Best Tax Software for Self-Employed and Freelancers in 2025
Freelancers and self-employed workers have more complex tax situations than W-2 employees. You’re responsible for self-employment tax (15.3% on net self-employment income), quarterly estimated payments, business deduction tracking, and potentially Schedule C, Schedule SE, home office deductions, and vehicle mileage logs. Using basic free tax software built for simple returns can lead to missed deductions or errors.
Here’s how the major options compare for self-employed filers in 2025.
TurboTax Self-Employed
Cost: $129 federal + $64/state
TurboTax is the most polished and user-friendly tax software available. Its Self-Employed edition handles Schedule C business income, freelance deductions, home office calculations, vehicle mileage, and quarterly estimated taxes with guided, question-based workflows that don’t require you to know tax terminology upfront.
Key features: live expense categorization import from bank accounts, a built-in deduction finder that surfaces commonly missed write-offs, and an option to upgrade to live CPA review if you have questions. The interface is the best in the category, if you’re new to self-employment taxes and want to be walked through the process, TurboTax is worth the premium.
The downside: it’s the most expensive option. $129 + state fees adds up, especially for a single year of relatively simple freelance income. But missing $500 in legitimate deductions to save $50 on software is a bad trade.
H&R Block Self-Employed
Cost: $115 federal + $44/state
H&R Block’s self-employed edition is nearly as capable as TurboTax at a slightly lower price point. It handles all Schedule C income, deductions, self-employment tax calculation, and estimated payment guidance. The interface is clean, if slightly less intuitive than TurboTax.
H&R Block’s unique advantage: if you want professional help, you can hand off your return to an H&R Block tax professional in person for a reasonable additional fee. For freelancers who have a straightforward return but want a professional to review it, this hybrid option is useful.
FreeTaxUSA (Best Value)
Cost: Free federal + $14.99/state
FreeTaxUSA is the best-kept secret in tax software. It handles Schedule C income, self-employment tax, all standard deductions, and business write-offs (the same core functionality as TurboTax) at almost zero cost. Federal filing is free. State returns cost $14.99. That’s all.
The interface is less modern than TurboTax or H&R Block and the guidance is more form-based than question-based. If you know what you’re doing, you understand Schedule C, self-employment tax, and the deductions you’re claiming, FreeTaxUSA is the obvious choice. If you’re new to self-employment taxes and want hand-holding through the process, the premium options are worth the price for year one.
QuickBooks Self-Employed
Cost: $15/month (year-round) or bundled with TurboTax for tax season
QuickBooks Self-Employed is designed for people who want year-round income and expense tracking alongside tax preparation. It automatically categorizes transactions from your bank accounts, tracks mileage via the mobile app, and calculates quarterly estimated taxes in real time. At tax time, it exports to TurboTax Self-Employed for filing.
It’s the best option if you want integrated bookkeeping and tax prep in one tool. The $15/month cost is reasonable if you’re actively using it year-round for expense tracking. If you’re only opening it during tax season, the math is less compelling than just using FreeTaxUSA or TurboTax directly.
Key Deductions Self-Employed Filers Often Miss
Regardless of which software you use, make sure you’re capturing:
- Home office deduction: If you have a dedicated space used regularly and exclusively for work, you can deduct a proportional share of your rent/mortgage, utilities, and internet. The simplified method allows $5 per square foot, up to 300 sq ft ($1,500 maximum).
- Health insurance premiums: Self-employed people can deduct 100% of health, dental, and vision insurance premiums paid for themselves and their family, one of the most valuable deductions available.
- Self-employment tax deduction: You can deduct 50% of your self-employment tax from your income (not just as a business deduction, but as an above-the-line income adjustment). Good tax software calculates this automatically.
- Retirement contributions: Contributions to a SEP-IRA (up to 25% of net self-employment income, max $69,000 in 2024) or Solo 401(k) are fully deductible and reduce your taxable self-employment income significantly.
- Business equipment and software: Computers, cameras, microphones, subscriptions, software, and tools used for business are deductible. Section 179 allows you to deduct the full cost of qualifying equipment in the year purchased rather than depreciating it over time.
The Bottom Line
New to self-employment taxes: TurboTax Self-Employed for the guidance, or H&R Block if the lower price matters.
Experienced and want to minimize cost: FreeTaxUSA handles everything you need at $14.99 for state.
Want year-round income tracking plus taxes: QuickBooks Self-Employed bundled with TurboTax.
Whatever you use, file on time. Self-employed late filing penalties add up fast, and quarterly estimated payments that aren’t made trigger underpayment penalties too. The software is the easier part, the habits around recordkeeping and quarterly payments are where self-employed filers most often run into problems.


In this exercise, the entries below include pictures. Repeat exactly the lines from the line with "This screenshot has height=280, width=664." to the line with "At what (x,y)", including both, but without the pictures.

Extracted data.
* * *
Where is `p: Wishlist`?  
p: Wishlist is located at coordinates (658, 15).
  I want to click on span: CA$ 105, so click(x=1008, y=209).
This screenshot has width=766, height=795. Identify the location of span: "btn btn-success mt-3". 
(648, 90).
* * *
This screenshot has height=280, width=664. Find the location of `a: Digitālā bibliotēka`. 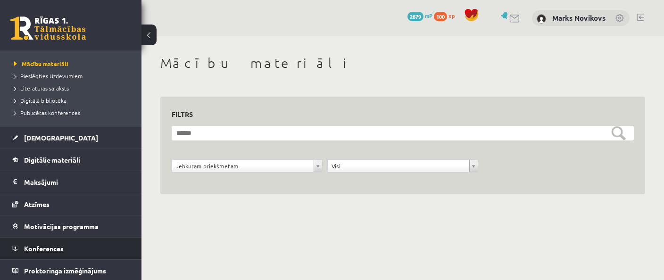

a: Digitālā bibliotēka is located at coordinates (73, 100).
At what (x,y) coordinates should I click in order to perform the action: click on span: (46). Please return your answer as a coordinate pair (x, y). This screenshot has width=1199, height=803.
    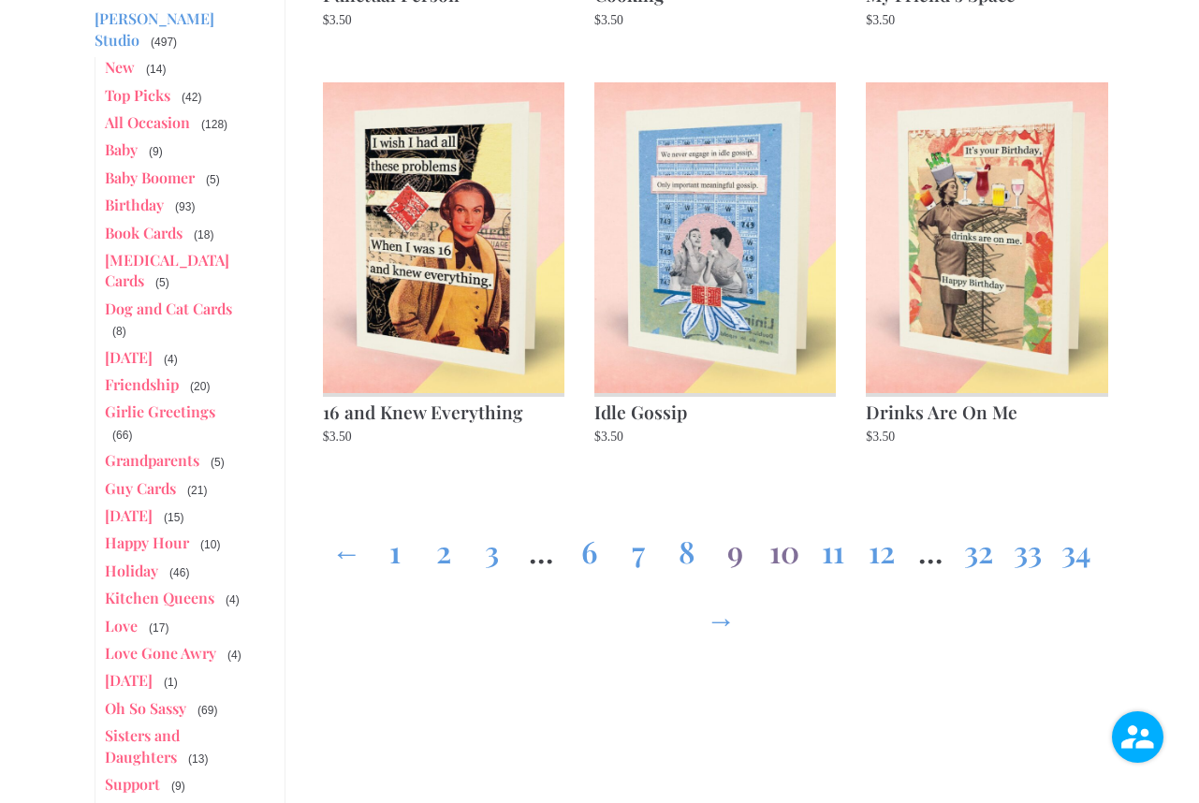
* * *
Output of the task.
This screenshot has height=280, width=664. Find the location of `a: Digitālā bibliotēka`. 

a: Digitālā bibliotēka is located at coordinates (73, 100).
At what (x,y) coordinates should I click in order to perform the action: click on span: (46). Please return your answer as a coordinate pair (x, y). This screenshot has width=1199, height=803.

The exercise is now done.